Friday, April 20, 2018

Paul, the "Vessel of Election"

Parmigianino's rendition of today's reading.
The dramatic road to Damascus story is today's first reading at Mass, but you won't hear Saul (Paul) referred to in the classic words as a "vessel of election." Instead, the lectionary goes with the more prosaic "chosen instrument."

For years, I was all right with that. Our Pauline prayerbook continued to say, "You are a vessel of election, O St Paul the Apostle; preacher of truth to the whole world" and things like that, reflecting the older usage. It was kind of a best of both worlds scenario until this morning when it struck me that a "vessel" is a container. If Paul is "a vessel of election to carry My Name..." that hints that he is filled with the Name, the Person of Jesus. And this vessel does not just transport the Name, the Person of Jesus: it makes him available everywhere. There is a hint here of "Christ in you, the hope of glory" (cf. Col 1:27) that just doesn't come through if Paul is an "instrument."

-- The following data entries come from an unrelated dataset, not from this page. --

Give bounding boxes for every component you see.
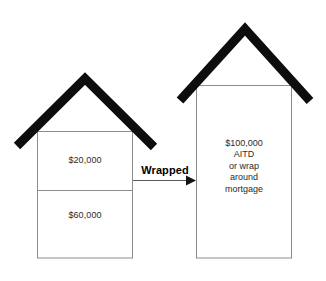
left-house-body — [38, 132, 133, 259]
mortgage-wrap-diagram: $20,000 $60,000 Wrapped $100,000 AITD or… — [0, 0, 326, 281]
diagram-canvas — [0, 0, 326, 281]
right-house-body — [197, 86, 292, 259]
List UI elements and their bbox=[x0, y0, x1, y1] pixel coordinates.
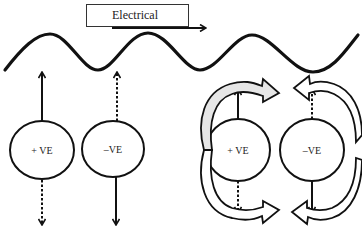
right-positive-label: + VE bbox=[227, 145, 248, 156]
electrical-label: Electrical bbox=[112, 8, 158, 23]
right-negative-label: –VE bbox=[303, 145, 321, 156]
left-positive-label: + VE bbox=[31, 145, 52, 156]
electrical-wave bbox=[5, 33, 358, 72]
left-negative-label: –VE bbox=[104, 144, 122, 155]
diagram-canvas bbox=[0, 0, 362, 230]
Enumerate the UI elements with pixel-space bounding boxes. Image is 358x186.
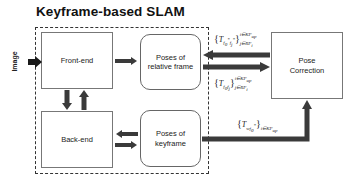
front-to-back-arrow: [62, 90, 72, 110]
keyframe-to-back-arrow: [116, 130, 138, 138]
correction-to-relative-arrow: [203, 50, 270, 60]
label-keyframe-to-correction: {Twf0*}i∈KFup: [237, 118, 278, 133]
relative-to-correction-arrow: [203, 62, 270, 72]
back-to-keyframe-arrow: [115, 141, 137, 149]
image-input-arrow: [28, 56, 42, 68]
arrows-layer: [0, 0, 358, 186]
front-to-relative-arrow: [115, 57, 137, 65]
back-to-front-arrow: [79, 90, 89, 110]
label-correction-to-relative: {Tf0*fj*}i∈KFupj∈RFi: [214, 31, 257, 49]
label-relative-to-correction: {Tf0fj}i∈KFupj∈RFi: [214, 75, 252, 93]
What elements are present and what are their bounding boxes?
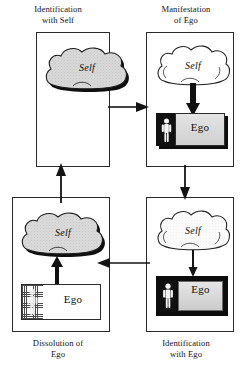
- ego-box-manifestation: Ego: [156, 113, 228, 149]
- cloud-label: Self: [43, 62, 131, 73]
- caption-line-2: Ego: [2, 349, 114, 360]
- caption-bottom-right: Identification with Ego: [130, 338, 242, 361]
- ego-label: Ego: [178, 283, 223, 295]
- ego-label: Ego: [47, 293, 99, 305]
- cloud-label: Self: [19, 227, 107, 238]
- person-figure-icon: [162, 283, 174, 309]
- caption-line-1: Dissolution of: [2, 338, 114, 349]
- person-figure-icon: [161, 118, 172, 143]
- quadrant-top-left: Self: [36, 32, 110, 167]
- caption-line-1: Identification: [2, 4, 114, 15]
- cloud-label: Self: [155, 225, 231, 236]
- arrow-down-icon: [187, 250, 199, 278]
- ego-box-identification: Ego: [156, 276, 228, 316]
- ego-box-dissolution: Ego: [21, 284, 101, 320]
- person-figure-icon: [22, 285, 43, 319]
- caption-line-2: with Ego: [130, 349, 242, 360]
- caption-top-left: Identification with Self: [2, 4, 114, 27]
- cloud-icon: Self: [19, 210, 107, 258]
- cloud-icon: Self: [155, 208, 231, 254]
- caption-top-right: Manifestation of Ego: [130, 4, 242, 27]
- arrow-up-icon: [51, 256, 63, 286]
- connector-bottom-left-to-top-left: [54, 163, 68, 203]
- figure-panel: [156, 113, 175, 146]
- figure-panel: [160, 280, 176, 312]
- caption-line-2: with Self: [2, 15, 114, 26]
- arrow-down-icon: [185, 83, 201, 117]
- cloud-icon: Self: [43, 45, 131, 93]
- ego-label: Ego: [175, 121, 225, 133]
- cloud-label: Self: [155, 60, 231, 71]
- diagram-canvas: Identification with Self Manifestation o…: [0, 0, 246, 375]
- connector-top-right-to-bottom-right: [178, 165, 192, 201]
- caption-line-2: of Ego: [130, 15, 242, 26]
- caption-line-1: Identification: [130, 338, 242, 349]
- quadrant-top-right: Self: [146, 32, 234, 167]
- connector-top-left-to-top-right: [108, 100, 150, 114]
- caption-bottom-left: Dissolution of Ego: [2, 338, 114, 361]
- caption-line-1: Manifestation: [130, 4, 242, 15]
- quadrant-bottom-right: Self: [146, 197, 234, 332]
- connector-bottom-right-to-bottom-left: [96, 256, 150, 270]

I did a little homework on this, and, yes, it is true that the Greek used in Acts 9 (σκεῦος) is translated in Wiktionary as "vessel, implement." So the "instrument" thing is perfectly legitimate. It just strikes me as reductive and detatched, whereas the word "vessel" offers much richer possibilities, more consistent with a genuinely apostolic spirituality in which the message and the messenger are profoundly united.

By our Baptism, we are more than "instruments" to bring Jesus to the world: we are vessels, to contain him and pour him into the waiting hearts of "Gentiles and Kings and the children of Israel." Just like Paul.

You are a vessel of election, O St Paul the Apostle:
—Preacher of truth to the whole world.